I recently learned that in law, there is a breakdown as:
Intent (~=misuse)
Oblique Intent (i.e. a known side effect)
Recklessness (known chance of side effect)
Negligence (should’ve known chance of side effect)
Accident (couldn’t have been expected to know)
This seems like a good categorization.
“With the use of fine-tuning, and a bunch of careful engineering work, capabilities evaluations can be done reliably and robustly.”
I strongly disagree with this (and the title of the piece). I’ve been having these arguments a lot recently, and I think these sorts of claims are emblamatic of a dangerously narrow view on the problem of AI x-safety, which I am disappointed to see seems quite popular.
A few reasons why this statement is misleading:
* New capabilities ellicitation techniques arrive frequently and unpredictably (think chain of thought, e.g.)

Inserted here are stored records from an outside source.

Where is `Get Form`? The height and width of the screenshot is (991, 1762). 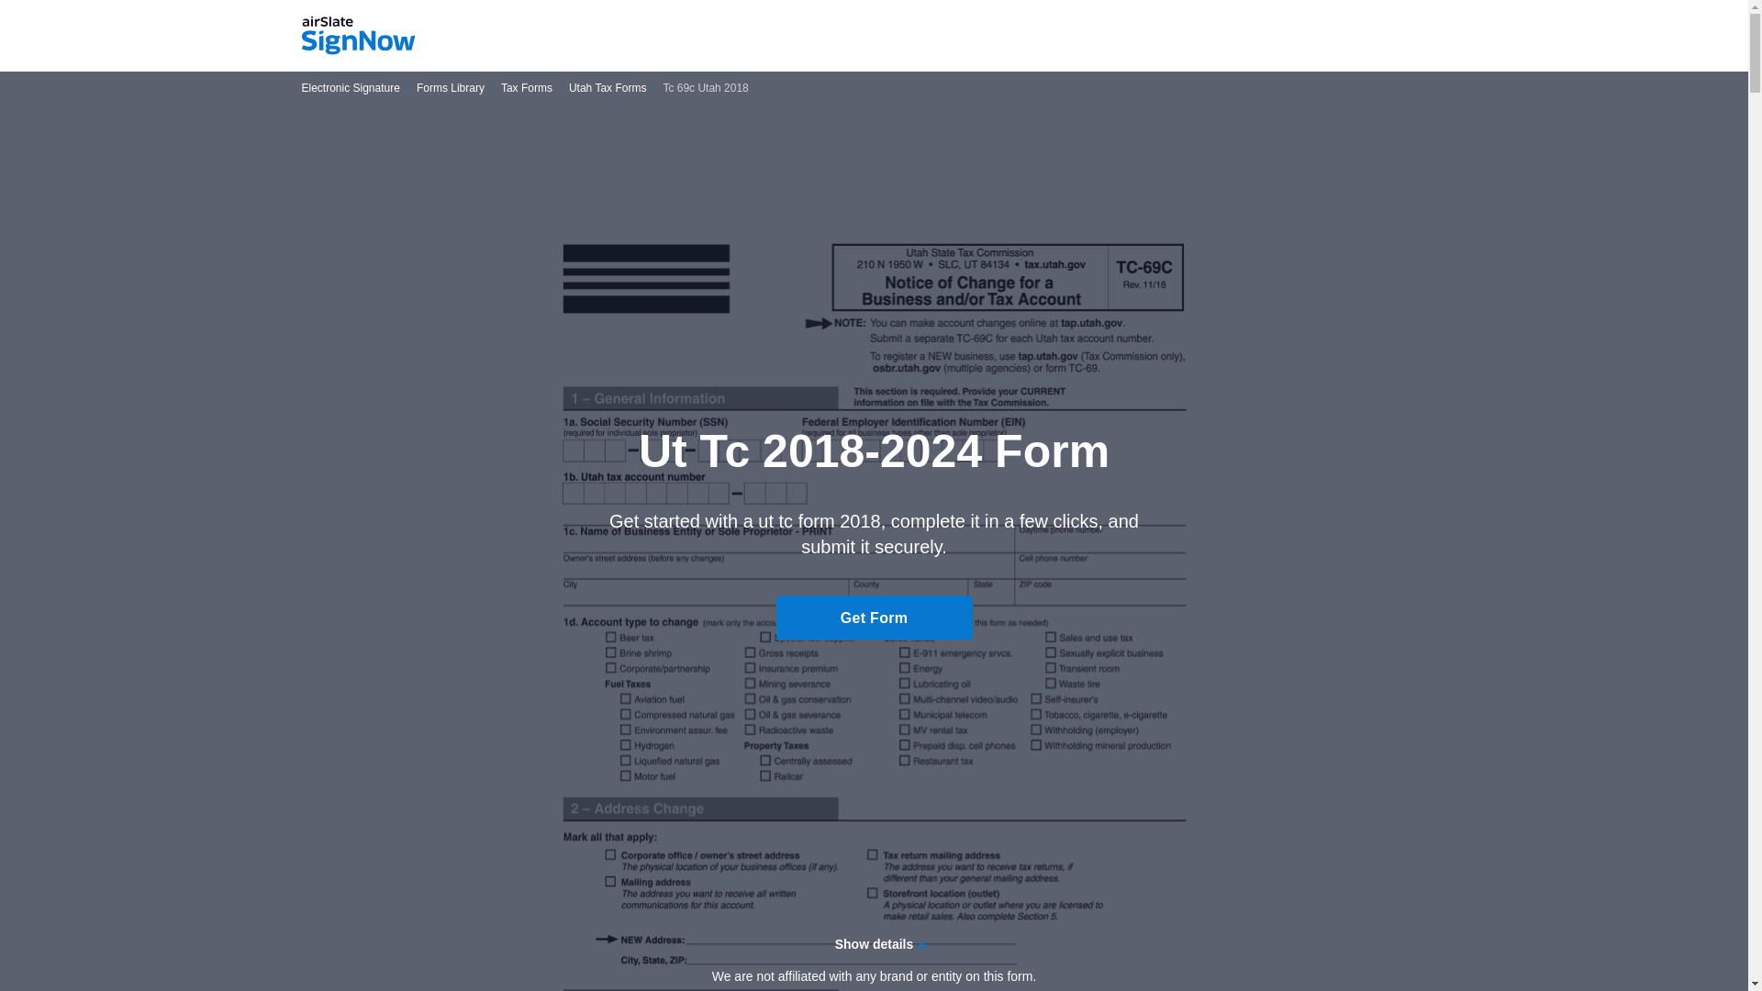
Get Form is located at coordinates (874, 619).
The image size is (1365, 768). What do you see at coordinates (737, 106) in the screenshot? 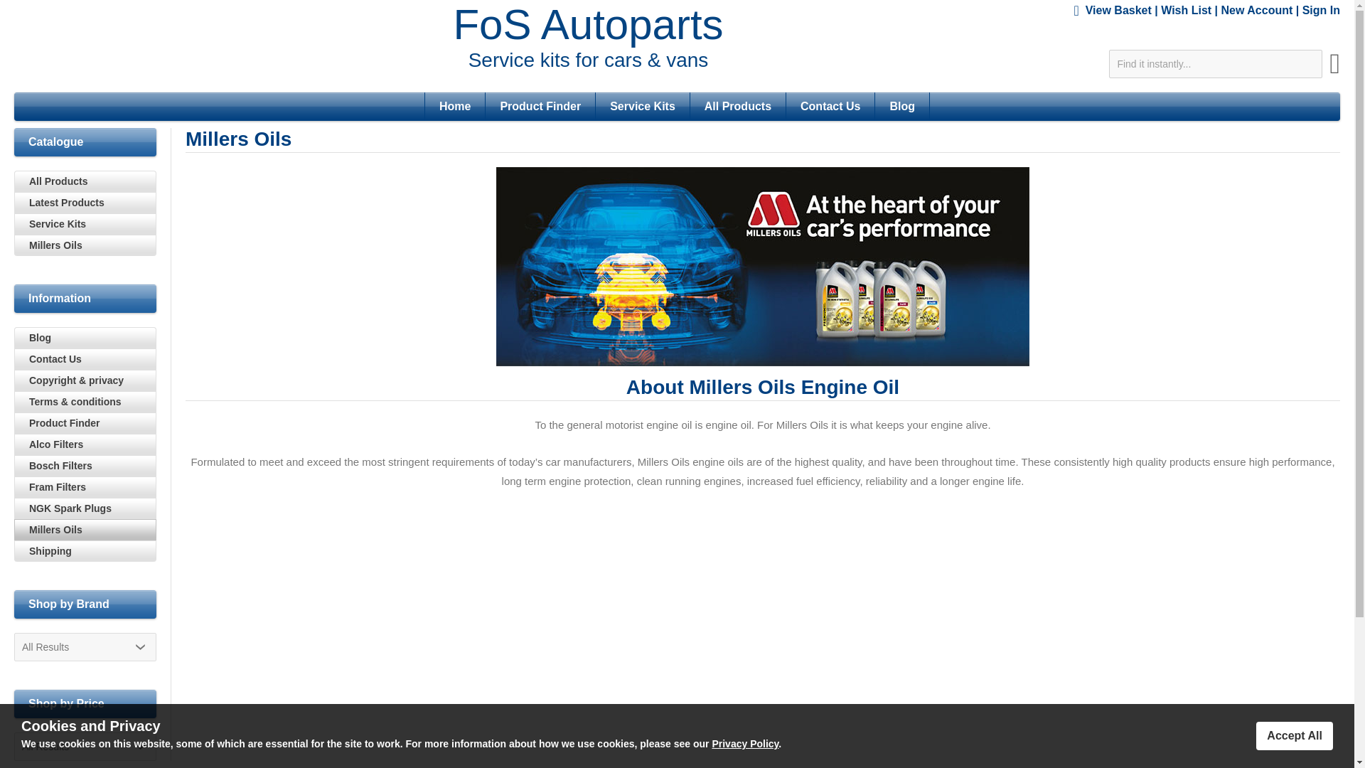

* The capabilities of a system could be much greater than any particular LLM involved in that system (think tool use and coding). On the current trajectory, LLMs will increasingly be heavily integrated into complex socio-technical systems. The outcomes are unpredictable, but it’s likely such systems will exhibit capabilities significantly beyond what can be predicted from evaluations.
You can try to account for the fact that you’re competing against the entire world’s ingenuity by your privileged access (e.g. for fine-tuning or white-box capabilities ellicitation methods), but this is unlikely to provide sufficient coverage.
EtA: Understanding whether and to what extent the original claim is true is something that would likely require years of research at a minimum.